Friday, March 4, 2011

Dear Rachel,

Dear Rachel,

They've been doing roadwork on 15th in the U district for weeks now. Every morning I walk past bulldozers and other vehicles. They're all made by the same company, Caterpillar, Inc. These bulldozers are not outfitted with special armor, they are not designed with the destruction of homes in mind, but they are roughly the same size as the bulldozer that killed you 8 years ago this month. That's all I think about when I walk beside them, when I hear the grumble of their engines.

The size of these machines is overwhelming from my 5 feet, 7 inches above the sidewalk. Never mind the blades they're wielding, the size alone is enough to make my hands shake a little. How did you stand your ground in the face of these things, Rachel? How did you stare them down right until they killed you?

I'd like to think that I could do what you did, but walking by these machines as they engage in nothing more provocative than road repair, I have to wonder. I have long thought of you as terribly brave, but these days I'm getting a more visceral sense of your courage. As a freshman in college, I returned one day to my small-town high school to visit some teachers. I ran into my history and government teacher and I told him I was studying Arabic. He asked if I was "going to go to Gaza, like that Corrie girl, and die helping terrorists kill Israeli babies." It was not the first time I've been called a baby killer, nor the last. That is what those who hate call you, a baby killer, an accessory to baby killing, and I can't help but think it is because your courage makes them afraid. Those are the words of men who live their small lives in fear.

I met George. You know George. George helped recruit you to the ISM. Meeting some one who had met you, had seen you when you were alive and still just a girl who liked Pat Benatar, it made you real to me in a way that reading your journals and seeing you on the news had not. Walking by these bulldozers has made the way you died real for me, too.

I have often thought that those of us still fighting for a saner US position on Palestine are like you, facing down the metaphorical bulldozers of US opinion and The Power That Be. I apologize for ever having this thought, Rachel. Walking to work each morning I am reminded that your bulldozer was literal, was all steel and sound, and that you must have been so scared to be so small beside it. You died standing your ground in a way that no metaphor can touch.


ASSIGNED TASK: Every line with the string "chamber" should be copied from the data.

DATA SUPPLIED:
· · · · · · ·

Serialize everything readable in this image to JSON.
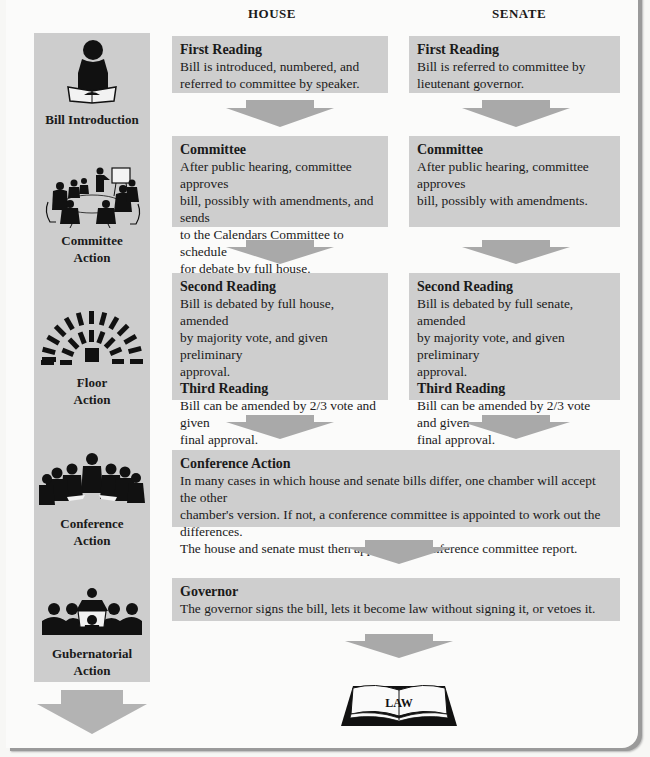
{
  "columns": {
    "house": "HOUSE",
    "senate": "SENATE"
  },
  "stages": [
    {
      "id": "bill-introduction",
      "label_lines": [
        "Bill Introduction"
      ],
      "icon": "reader-silhouette-icon"
    },
    {
      "id": "committee-action",
      "label_lines": [
        "Committee",
        "Action"
      ],
      "icon": "committee-meeting-icon"
    },
    {
      "id": "floor-action",
      "label_lines": [
        "Floor",
        "Action"
      ],
      "icon": "chamber-seating-icon"
    },
    {
      "id": "conference-action",
      "label_lines": [
        "Conference",
        "Action"
      ],
      "icon": "conference-group-icon"
    },
    {
      "id": "gubernatorial-action",
      "label_lines": [
        "Gubernatorial",
        "Action"
      ],
      "icon": "governor-podium-icon"
    }
  ],
  "house": {
    "first_reading": {
      "title": "First Reading",
      "lines": [
        "Bill is introduced, numbered, and",
        "referred to committee by speaker."
      ]
    },
    "committee": {
      "title": "Committee",
      "lines": [
        "After public hearing, committee approves",
        "bill, possibly with amendments, and sends",
        "to the Calendars Committee to schedule",
        "for debate by  full house."
      ]
    },
    "second_reading": {
      "title": "Second Reading",
      "lines": [
        "Bill is debated by full house, amended",
        "by  majority vote, and given preliminary",
        "approval."
      ]
    },
    "third_reading": {
      "title": "Third Reading",
      "lines": [
        "Bill can be amended by 2/3 vote and given",
        "final approval."
      ]
    }
  },
  "senate": {
    "first_reading": {
      "title": "First Reading",
      "lines": [
        "Bill is referred to committee by",
        "lieutenant governor."
      ]
    },
    "committee": {
      "title": "Committee",
      "lines": [
        "After public hearing, committee approves",
        "bill, possibly with amendments."
      ]
    },
    "second_reading": {
      "title": "Second Reading",
      "lines": [
        "Bill is debated by full senate, amended",
        "by  majority vote, and given preliminary",
        "approval."
      ]
    },
    "third_reading": {
      "title": "Third Reading",
      "lines": [
        "Bill can be amended by 2/3 vote and given",
        "final approval."
      ]
    }
  },
  "conference": {
    "title": "Conference Action",
    "lines": [
      "In many cases in which house and senate bills differ, one chamber will accept the other",
      "chamber's version.  If not, a conference committee is appointed to work out the differences.",
      "The house and senate must then approve the conference committee report."
    ]
  },
  "governor": {
    "title": "Governor",
    "lines": [
      "The governor signs the bill, lets it become law without signing it, or vetoes it."
    ]
  },
  "result": {
    "label": "LAW",
    "icon": "open-book-icon"
  },
  "colors": {
    "box": "#cecece",
    "arrow": "#a9a9a9",
    "stage_column": "#cdcdcd",
    "icon": "#111111"
  }
}
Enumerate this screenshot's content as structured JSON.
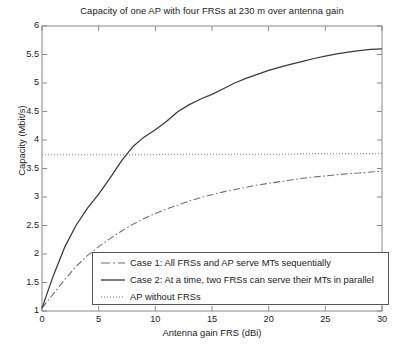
{
  "chart_data": {
    "type": "line",
    "title": "Capacity of one AP with four FRSs at 230 m over antenna gain",
    "xlabel": "Antenna gain FRS (dBi)",
    "ylabel": "Capacity (Mbit/s)",
    "xlim": [
      0,
      30
    ],
    "ylim": [
      1,
      6
    ],
    "xticks": [
      0,
      5,
      10,
      15,
      20,
      25,
      30
    ],
    "yticks": [
      1,
      1.5,
      2,
      2.5,
      3,
      3.5,
      4,
      4.5,
      5,
      5.5,
      6
    ],
    "xtick_labels": [
      "0",
      "5",
      "10",
      "15",
      "20",
      "25",
      "30"
    ],
    "ytick_labels": [
      "1",
      "1.5",
      "2",
      "2.5",
      "3",
      "3.5",
      "4",
      "4.5",
      "5",
      "5.5",
      "6"
    ],
    "grid": false,
    "legend_position": "lower center",
    "x": [
      0,
      1,
      2,
      3,
      4,
      5,
      6,
      7,
      8,
      9,
      10,
      11,
      12,
      13,
      14,
      15,
      16,
      17,
      18,
      19,
      20,
      21,
      22,
      23,
      24,
      25,
      26,
      27,
      28,
      29,
      30
    ],
    "series": [
      {
        "name": "Case 1: All FRSs and AP serve MTs sequentially",
        "style": "dash-dot",
        "color": "#6d6d6d",
        "values": [
          1.05,
          1.3,
          1.55,
          1.78,
          1.97,
          2.13,
          2.27,
          2.4,
          2.52,
          2.62,
          2.71,
          2.79,
          2.86,
          2.93,
          2.99,
          3.04,
          3.09,
          3.13,
          3.17,
          3.21,
          3.24,
          3.27,
          3.3,
          3.33,
          3.35,
          3.37,
          3.39,
          3.41,
          3.42,
          3.44,
          3.45
        ]
      },
      {
        "name": "Case 2: At a time, two FRSs can serve their MTs in parallel",
        "style": "solid",
        "color": "#3a3a3a",
        "values": [
          1.05,
          1.62,
          2.12,
          2.5,
          2.8,
          3.05,
          3.33,
          3.63,
          3.88,
          4.05,
          4.18,
          4.33,
          4.5,
          4.62,
          4.72,
          4.8,
          4.9,
          5.0,
          5.08,
          5.15,
          5.22,
          5.28,
          5.33,
          5.38,
          5.43,
          5.47,
          5.51,
          5.54,
          5.57,
          5.59,
          5.6
        ]
      },
      {
        "name": "AP without FRSs",
        "style": "dotted",
        "color": "#777777",
        "values": [
          3.74,
          3.74,
          3.74,
          3.74,
          3.74,
          3.74,
          3.74,
          3.74,
          3.74,
          3.74,
          3.74,
          3.75,
          3.75,
          3.75,
          3.75,
          3.75,
          3.75,
          3.75,
          3.75,
          3.75,
          3.75,
          3.75,
          3.75,
          3.76,
          3.76,
          3.76,
          3.76,
          3.76,
          3.76,
          3.76,
          3.76
        ]
      }
    ]
  },
  "legend": {
    "items": [
      {
        "label": "Case 1: All FRSs and AP serve MTs sequentially"
      },
      {
        "label": "Case 2: At a time, two FRSs can serve their MTs in parallel"
      },
      {
        "label": "AP without FRSs"
      }
    ]
  }
}
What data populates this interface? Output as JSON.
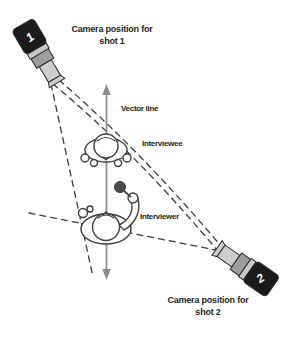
{
  "figure": {
    "type": "camera-setup-diagram",
    "labels": {
      "camera1_caption": {
        "line1": "Camera position for",
        "line2": "shot 1"
      },
      "camera2_caption": {
        "line1": "Camera position for",
        "line2": "shot 2"
      },
      "vector_line": "Vector line",
      "interviewee": "Interviewee",
      "interviewer": "Interviewer"
    },
    "cameras": {
      "camera1": {
        "digit": "1"
      },
      "camera2": {
        "digit": "2"
      }
    },
    "colors": {
      "camera_body": "#1b1b1b",
      "camera_mid": "#9d9d9d",
      "camera_strip": "#c7c7c7",
      "camera_barrel": "#cdcdcd",
      "camera_digit": "#ffffff",
      "vector_arrow": "#8c8c8c",
      "dashed_line": "#3c3c3c",
      "microphone": "#4a4a4a",
      "text": "#231f20",
      "background": "#ffffff"
    }
  }
}
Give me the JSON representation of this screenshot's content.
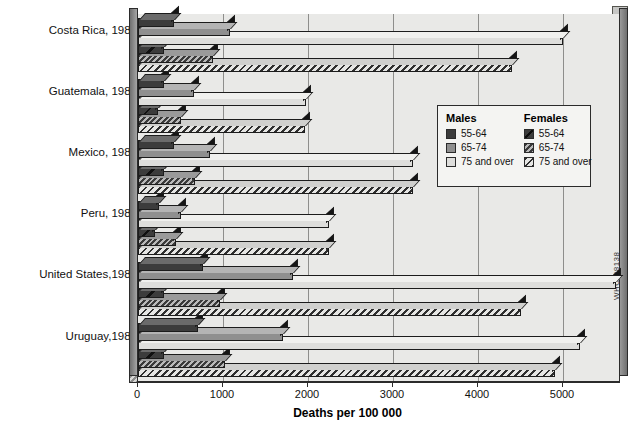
{
  "chart_data": {
    "type": "bar",
    "orientation": "horizontal",
    "title": "",
    "xlabel": "Deaths per 100 000",
    "ylabel": "",
    "xlim": [
      0,
      5700
    ],
    "ticks": [
      0,
      1000,
      2000,
      3000,
      4000,
      5000
    ],
    "tick_labels": [
      "0",
      "1000",
      "2000",
      "3000",
      "4000",
      "5000"
    ],
    "grid": true,
    "legend_position": "center-right",
    "categories": [
      "Costa Rica, 1983",
      "Guatemala, 1981",
      "Mexico, 1982",
      "Peru, 1982",
      "United States,1982",
      "Uruguay,1984"
    ],
    "series": [
      {
        "name": "Males 55-64",
        "sex": "Males",
        "age": "55-64",
        "values": [
          420,
          300,
          420,
          250,
          760,
          700
        ]
      },
      {
        "name": "Males 65-74",
        "sex": "Males",
        "age": "65-74",
        "values": [
          1080,
          660,
          850,
          510,
          1820,
          1700
        ]
      },
      {
        "name": "Males 75 and over",
        "sex": "Males",
        "age": "75 and over",
        "values": [
          5000,
          1980,
          3230,
          2250,
          5700,
          5200
        ]
      },
      {
        "name": "Females 55-64",
        "sex": "Females",
        "age": "55-64",
        "values": [
          300,
          230,
          300,
          200,
          300,
          300
        ]
      },
      {
        "name": "Females 65-74",
        "sex": "Females",
        "age": "65-74",
        "values": [
          880,
          500,
          670,
          450,
          960,
          1020
        ]
      },
      {
        "name": "Females 75 and over",
        "sex": "Females",
        "age": "75 and over",
        "values": [
          4400,
          1960,
          3230,
          2250,
          4500,
          4900
        ]
      }
    ]
  },
  "axis": {
    "x_label": "Deaths per 100 000",
    "tick_labels": [
      "0",
      "1000",
      "2000",
      "3000",
      "4000",
      "5000"
    ]
  },
  "categories": [
    {
      "label": "Costa Rica, 1983"
    },
    {
      "label": "Guatemala, 1981"
    },
    {
      "label": "Mexico, 1982"
    },
    {
      "label": "Peru, 1982"
    },
    {
      "label": "United States,1982"
    },
    {
      "label": "Uruguay,1984"
    }
  ],
  "legend": {
    "males": {
      "heading": "Males",
      "items": [
        {
          "label": "55-64",
          "swatch": "males-55-64-swatch"
        },
        {
          "label": "65-74",
          "swatch": "males-65-74-swatch"
        },
        {
          "label": "75 and over",
          "swatch": "males-75-over-swatch"
        }
      ]
    },
    "females": {
      "heading": "Females",
      "items": [
        {
          "label": "55-64",
          "swatch": "females-55-64-swatch"
        },
        {
          "label": "65-74",
          "swatch": "females-65-74-swatch"
        },
        {
          "label": "75 and over",
          "swatch": "females-75-over-swatch"
        }
      ]
    }
  },
  "credit": "WHO 88138",
  "colors": {
    "dark": "#3c3c3c",
    "mid": "#8f8f8f",
    "light": "#dededc",
    "plot_background": "#e9e9e7",
    "axis": "#2b2b2b",
    "gridline": "#8e8e8c"
  }
}
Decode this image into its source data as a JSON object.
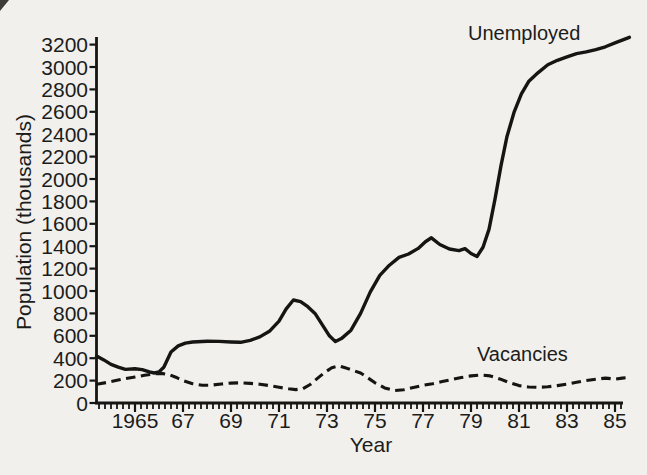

· · · · · · ·

ANSWER TO THIS PROBLEM:
      "icon": "chamber-seating-icon"
      "In many cases in which house and senate bills differ, one chamber will accept the other",
      "chamber's version.  If not, a conference committee is appointed to work out the differences.",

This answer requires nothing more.